The data was collected using anything from sports cars to HGVs, the latter of which were found to have a ‘splat rate’ half as high again as for cars. Whether an insect ends up stuck on a vehicle number plate has rather a lot to do with the aerodynamics of the vehicle. The study attempts to correct the results for some of these variables, but a study based on just 3,300 journeys in 2021 produces only so much data. The study does not even take into account traffic levels. If you are driving along an empty road, you are inevitably going to capture more insects than if you are in traffic, as in the latter case the insects that are present will be shared out among other vehicles. A proper study would also ensure that the surfaces used to capture insects were standardised, as an insect is more likely to adhere to some materials than to others. Some older number plates are aluminium, while modern ones tend to be acrylic.

To give Buglife’s authors credit, they do state in their study that: ‘Over-simplified reporting by the media of negative trends from short-time series data such as those presented here risks missing some of the nuances and limitations of research… We recognise and stress that the results we have reported here do not constitute a trend, and advocate strongly for data collection over extended timeframes to enable conclusions about insect populations to be drawn.’ The producers of Wild Isles, however, ignored all this and presented the 60 per cent figure as if it were plain fact.

As it happens, there have been proper studies of changing insect numbers in Britain over the past half-century, conducted using standardised methods. There have been some declines, but nothing like to the extent claimed by the Buglife study. The Rothamsted Insect Survey, which has been going since 1964, recorded a 33 per cent decline in numbers of large moths between 1968 and 2017, with a bigger fall in the south than the north. Of the 427 species studied, 41 per cent had declined in number over that period and 10 per cent had increased.


Yet the parallel UK Butterfly Monitoring Scheme, which has been going since 1976, has a different story to tell, with 2019 the eighth best for butterflies in 44 years. One species, the marbled white, had its best year ever recorded, with numbers 66 per cent up on the previous year, a statistic that underlines how careful you need to be when assessing trends in insects, given how up and down they tend to go. A 2019 study by the Centre for Ecology and Hydrology found that of 353 species of bees and hoverflies, a third had declined since 1980 and 10 per cent had increased. Species which pollinate particular agricultural crops had done well, while rare species had declined. There is limited data on other insects.

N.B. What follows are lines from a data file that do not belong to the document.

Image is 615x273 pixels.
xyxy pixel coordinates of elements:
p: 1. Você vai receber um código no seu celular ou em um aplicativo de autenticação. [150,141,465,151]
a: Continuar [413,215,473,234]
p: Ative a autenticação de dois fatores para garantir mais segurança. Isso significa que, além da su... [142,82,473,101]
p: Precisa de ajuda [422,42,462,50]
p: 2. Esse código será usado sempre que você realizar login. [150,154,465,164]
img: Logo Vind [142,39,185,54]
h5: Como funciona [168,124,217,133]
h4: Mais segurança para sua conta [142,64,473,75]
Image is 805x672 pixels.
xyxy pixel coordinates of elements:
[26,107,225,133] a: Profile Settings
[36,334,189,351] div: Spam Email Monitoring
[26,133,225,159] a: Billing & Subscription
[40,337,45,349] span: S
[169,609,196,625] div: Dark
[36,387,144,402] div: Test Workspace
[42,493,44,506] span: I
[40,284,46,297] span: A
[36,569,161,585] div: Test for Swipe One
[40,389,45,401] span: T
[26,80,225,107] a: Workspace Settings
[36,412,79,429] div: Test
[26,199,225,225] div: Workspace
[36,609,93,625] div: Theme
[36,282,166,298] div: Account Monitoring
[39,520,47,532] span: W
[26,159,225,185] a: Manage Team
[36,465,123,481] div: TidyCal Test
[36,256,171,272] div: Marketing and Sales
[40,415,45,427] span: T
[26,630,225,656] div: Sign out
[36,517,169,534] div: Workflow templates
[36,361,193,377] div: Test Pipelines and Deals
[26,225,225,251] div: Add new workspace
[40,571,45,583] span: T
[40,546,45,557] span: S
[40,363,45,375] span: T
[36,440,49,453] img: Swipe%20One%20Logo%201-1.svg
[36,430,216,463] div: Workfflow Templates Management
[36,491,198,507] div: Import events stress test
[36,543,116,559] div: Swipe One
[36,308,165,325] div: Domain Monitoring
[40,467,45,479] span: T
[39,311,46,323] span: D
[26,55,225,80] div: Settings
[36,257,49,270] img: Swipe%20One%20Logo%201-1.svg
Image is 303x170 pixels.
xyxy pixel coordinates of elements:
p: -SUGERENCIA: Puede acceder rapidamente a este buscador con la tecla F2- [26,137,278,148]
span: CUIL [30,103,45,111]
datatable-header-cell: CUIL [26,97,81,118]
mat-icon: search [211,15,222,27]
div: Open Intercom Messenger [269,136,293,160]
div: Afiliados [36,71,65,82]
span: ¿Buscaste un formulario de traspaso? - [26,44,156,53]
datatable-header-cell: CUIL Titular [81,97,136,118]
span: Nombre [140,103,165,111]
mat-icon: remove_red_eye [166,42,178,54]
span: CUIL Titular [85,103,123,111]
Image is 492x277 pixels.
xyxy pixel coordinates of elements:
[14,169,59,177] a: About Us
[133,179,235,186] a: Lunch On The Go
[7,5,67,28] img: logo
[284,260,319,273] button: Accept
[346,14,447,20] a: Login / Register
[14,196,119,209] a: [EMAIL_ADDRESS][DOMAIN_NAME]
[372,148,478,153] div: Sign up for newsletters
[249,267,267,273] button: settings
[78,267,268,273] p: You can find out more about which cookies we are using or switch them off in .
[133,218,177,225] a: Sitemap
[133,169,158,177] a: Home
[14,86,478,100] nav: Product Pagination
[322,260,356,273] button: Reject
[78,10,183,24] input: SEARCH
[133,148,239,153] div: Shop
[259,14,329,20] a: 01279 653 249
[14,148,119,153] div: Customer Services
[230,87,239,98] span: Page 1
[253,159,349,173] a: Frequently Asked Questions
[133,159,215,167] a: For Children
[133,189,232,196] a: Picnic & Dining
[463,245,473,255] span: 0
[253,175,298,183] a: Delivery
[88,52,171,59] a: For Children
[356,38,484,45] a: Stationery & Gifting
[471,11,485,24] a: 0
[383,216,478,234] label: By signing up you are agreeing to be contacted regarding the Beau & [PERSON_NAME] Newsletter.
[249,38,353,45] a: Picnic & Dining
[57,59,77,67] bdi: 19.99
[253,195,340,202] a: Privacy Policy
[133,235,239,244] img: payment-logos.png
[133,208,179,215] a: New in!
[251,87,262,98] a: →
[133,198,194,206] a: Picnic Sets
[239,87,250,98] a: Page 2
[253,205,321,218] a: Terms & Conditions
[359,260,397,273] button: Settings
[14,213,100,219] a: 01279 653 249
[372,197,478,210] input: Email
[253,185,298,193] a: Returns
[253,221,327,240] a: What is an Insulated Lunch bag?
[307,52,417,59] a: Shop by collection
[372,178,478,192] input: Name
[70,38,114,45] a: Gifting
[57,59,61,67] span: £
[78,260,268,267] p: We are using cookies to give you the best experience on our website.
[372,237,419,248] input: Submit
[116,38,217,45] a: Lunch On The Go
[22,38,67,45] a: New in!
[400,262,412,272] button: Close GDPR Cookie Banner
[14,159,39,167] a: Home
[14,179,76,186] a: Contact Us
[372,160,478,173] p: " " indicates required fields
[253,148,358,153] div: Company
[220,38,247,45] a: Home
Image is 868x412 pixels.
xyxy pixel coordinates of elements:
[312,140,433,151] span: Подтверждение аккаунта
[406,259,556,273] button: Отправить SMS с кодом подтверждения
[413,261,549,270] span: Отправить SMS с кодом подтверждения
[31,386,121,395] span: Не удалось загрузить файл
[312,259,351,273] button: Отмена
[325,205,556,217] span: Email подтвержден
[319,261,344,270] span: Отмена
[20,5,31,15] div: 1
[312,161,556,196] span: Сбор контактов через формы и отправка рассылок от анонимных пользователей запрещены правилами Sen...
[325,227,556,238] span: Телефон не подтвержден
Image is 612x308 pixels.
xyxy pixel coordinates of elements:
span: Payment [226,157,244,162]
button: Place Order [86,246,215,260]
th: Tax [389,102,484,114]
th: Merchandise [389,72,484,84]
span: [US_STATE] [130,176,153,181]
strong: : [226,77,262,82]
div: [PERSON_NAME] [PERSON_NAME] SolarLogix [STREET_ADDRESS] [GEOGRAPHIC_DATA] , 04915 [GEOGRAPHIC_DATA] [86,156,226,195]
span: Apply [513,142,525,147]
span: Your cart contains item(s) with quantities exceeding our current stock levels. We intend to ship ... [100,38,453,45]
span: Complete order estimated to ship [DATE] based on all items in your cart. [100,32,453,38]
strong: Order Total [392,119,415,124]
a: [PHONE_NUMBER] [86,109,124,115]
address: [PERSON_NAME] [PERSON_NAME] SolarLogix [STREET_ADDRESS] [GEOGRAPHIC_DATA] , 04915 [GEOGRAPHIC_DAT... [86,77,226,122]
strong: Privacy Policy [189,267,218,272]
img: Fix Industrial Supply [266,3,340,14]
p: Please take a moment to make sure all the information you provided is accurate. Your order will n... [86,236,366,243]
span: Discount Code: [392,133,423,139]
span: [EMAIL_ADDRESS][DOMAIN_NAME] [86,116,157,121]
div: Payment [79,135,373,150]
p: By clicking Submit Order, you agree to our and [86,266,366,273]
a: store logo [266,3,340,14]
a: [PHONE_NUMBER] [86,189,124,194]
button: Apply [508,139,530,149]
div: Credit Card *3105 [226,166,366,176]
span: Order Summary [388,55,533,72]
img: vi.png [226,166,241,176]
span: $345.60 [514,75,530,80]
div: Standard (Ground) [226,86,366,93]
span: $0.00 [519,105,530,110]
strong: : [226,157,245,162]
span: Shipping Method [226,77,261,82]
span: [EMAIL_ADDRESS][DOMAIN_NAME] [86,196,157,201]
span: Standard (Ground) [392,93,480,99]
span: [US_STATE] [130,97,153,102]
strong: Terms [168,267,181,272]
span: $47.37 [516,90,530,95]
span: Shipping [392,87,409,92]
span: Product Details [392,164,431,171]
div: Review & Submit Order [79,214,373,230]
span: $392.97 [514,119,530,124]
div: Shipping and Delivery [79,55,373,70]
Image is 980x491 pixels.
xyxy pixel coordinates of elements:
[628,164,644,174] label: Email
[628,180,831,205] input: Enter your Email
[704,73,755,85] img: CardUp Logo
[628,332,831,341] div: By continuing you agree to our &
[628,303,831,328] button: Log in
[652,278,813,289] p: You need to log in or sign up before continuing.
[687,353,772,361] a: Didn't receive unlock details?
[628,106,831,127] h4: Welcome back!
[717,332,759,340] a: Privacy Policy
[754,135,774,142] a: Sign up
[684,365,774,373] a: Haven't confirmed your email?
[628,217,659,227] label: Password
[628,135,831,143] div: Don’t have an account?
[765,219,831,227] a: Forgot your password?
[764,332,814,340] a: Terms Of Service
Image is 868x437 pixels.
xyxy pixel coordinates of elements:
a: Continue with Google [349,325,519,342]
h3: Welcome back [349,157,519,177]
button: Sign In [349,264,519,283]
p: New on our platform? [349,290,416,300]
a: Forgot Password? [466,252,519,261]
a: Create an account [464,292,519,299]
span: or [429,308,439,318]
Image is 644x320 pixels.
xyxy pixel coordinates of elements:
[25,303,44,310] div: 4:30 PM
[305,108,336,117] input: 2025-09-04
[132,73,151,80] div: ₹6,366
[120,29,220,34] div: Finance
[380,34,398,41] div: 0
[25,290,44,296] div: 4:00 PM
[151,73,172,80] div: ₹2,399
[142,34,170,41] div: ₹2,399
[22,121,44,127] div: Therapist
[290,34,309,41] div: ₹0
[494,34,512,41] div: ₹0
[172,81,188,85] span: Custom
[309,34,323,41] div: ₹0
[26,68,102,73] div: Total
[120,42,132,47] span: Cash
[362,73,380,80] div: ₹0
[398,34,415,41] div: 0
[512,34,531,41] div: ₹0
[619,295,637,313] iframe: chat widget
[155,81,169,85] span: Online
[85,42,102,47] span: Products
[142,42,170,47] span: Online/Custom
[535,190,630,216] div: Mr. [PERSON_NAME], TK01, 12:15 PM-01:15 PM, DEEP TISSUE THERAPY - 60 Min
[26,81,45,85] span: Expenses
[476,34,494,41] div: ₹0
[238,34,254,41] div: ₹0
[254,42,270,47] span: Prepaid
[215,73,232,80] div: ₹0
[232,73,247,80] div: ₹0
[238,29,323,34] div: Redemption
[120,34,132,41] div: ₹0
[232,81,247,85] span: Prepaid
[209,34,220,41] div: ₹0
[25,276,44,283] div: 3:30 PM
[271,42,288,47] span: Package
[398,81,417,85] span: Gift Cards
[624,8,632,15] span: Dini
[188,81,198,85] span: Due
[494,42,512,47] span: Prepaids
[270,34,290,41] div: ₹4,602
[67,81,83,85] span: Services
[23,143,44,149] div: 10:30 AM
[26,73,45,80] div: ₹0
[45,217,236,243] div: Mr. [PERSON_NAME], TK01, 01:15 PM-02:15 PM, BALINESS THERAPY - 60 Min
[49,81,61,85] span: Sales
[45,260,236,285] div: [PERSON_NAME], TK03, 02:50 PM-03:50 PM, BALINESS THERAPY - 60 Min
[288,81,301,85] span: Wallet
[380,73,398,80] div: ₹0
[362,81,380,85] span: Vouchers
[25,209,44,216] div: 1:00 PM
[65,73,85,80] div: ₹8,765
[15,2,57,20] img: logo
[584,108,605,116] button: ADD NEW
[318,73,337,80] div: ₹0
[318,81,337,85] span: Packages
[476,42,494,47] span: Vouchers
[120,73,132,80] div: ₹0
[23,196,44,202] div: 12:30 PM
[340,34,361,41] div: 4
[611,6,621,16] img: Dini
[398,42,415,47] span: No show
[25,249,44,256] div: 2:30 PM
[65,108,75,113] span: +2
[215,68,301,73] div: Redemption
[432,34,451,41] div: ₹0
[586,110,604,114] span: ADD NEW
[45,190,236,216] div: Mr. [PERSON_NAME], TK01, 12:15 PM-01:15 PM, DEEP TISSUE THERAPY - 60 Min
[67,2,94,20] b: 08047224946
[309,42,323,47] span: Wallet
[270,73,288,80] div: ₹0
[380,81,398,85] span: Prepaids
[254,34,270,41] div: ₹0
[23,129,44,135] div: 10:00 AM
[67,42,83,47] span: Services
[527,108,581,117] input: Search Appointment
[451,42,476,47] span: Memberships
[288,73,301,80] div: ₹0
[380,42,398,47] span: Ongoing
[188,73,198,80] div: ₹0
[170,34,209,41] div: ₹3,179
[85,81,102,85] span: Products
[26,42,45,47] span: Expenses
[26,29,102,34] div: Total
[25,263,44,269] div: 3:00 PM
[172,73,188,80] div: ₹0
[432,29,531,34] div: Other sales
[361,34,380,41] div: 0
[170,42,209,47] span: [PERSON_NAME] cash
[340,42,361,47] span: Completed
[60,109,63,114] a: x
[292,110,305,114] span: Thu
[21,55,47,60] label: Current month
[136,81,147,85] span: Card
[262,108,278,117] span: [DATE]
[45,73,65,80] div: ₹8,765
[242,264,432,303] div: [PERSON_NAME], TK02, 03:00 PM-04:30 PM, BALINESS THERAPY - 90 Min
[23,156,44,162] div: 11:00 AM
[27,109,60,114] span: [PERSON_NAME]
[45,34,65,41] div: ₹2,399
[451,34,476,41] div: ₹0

There may well be reason to worry about the decline of some species, insects included. There are also some reasons to be optimistic about insects, given that the world’s vegetation is steadily growing more vigorous as COlevels rise: more plants mean more food. Pesticides, too, are becoming more discerning in what they kill. Yet none of this comes through in Wild Isles. The series may be beautifully shot, but it is presented against a backdrop of gloom, of wildlife in sharp decline.

Where a species has suffered a fall in numbers, that is mentioned, but where one has proliferated in recent decades – such as deer – it goes unacknowledged. Given the popularity of Attenborough’s programmes, and the effect that doom-laden claims about the climate and other environmental matters seem to be having on young people, you might think the BBC would want to make sure every claim in Wild Isles was fair and accurate. Sadly, this does not appear to be the case. When shown this article, and given the chance to respond, the BBC chose not to reply.

Ross Clark’s Not Zero: How an Irrational Target Will Impoverish You, Help China (and Won’t Even Save the Planet) is out now.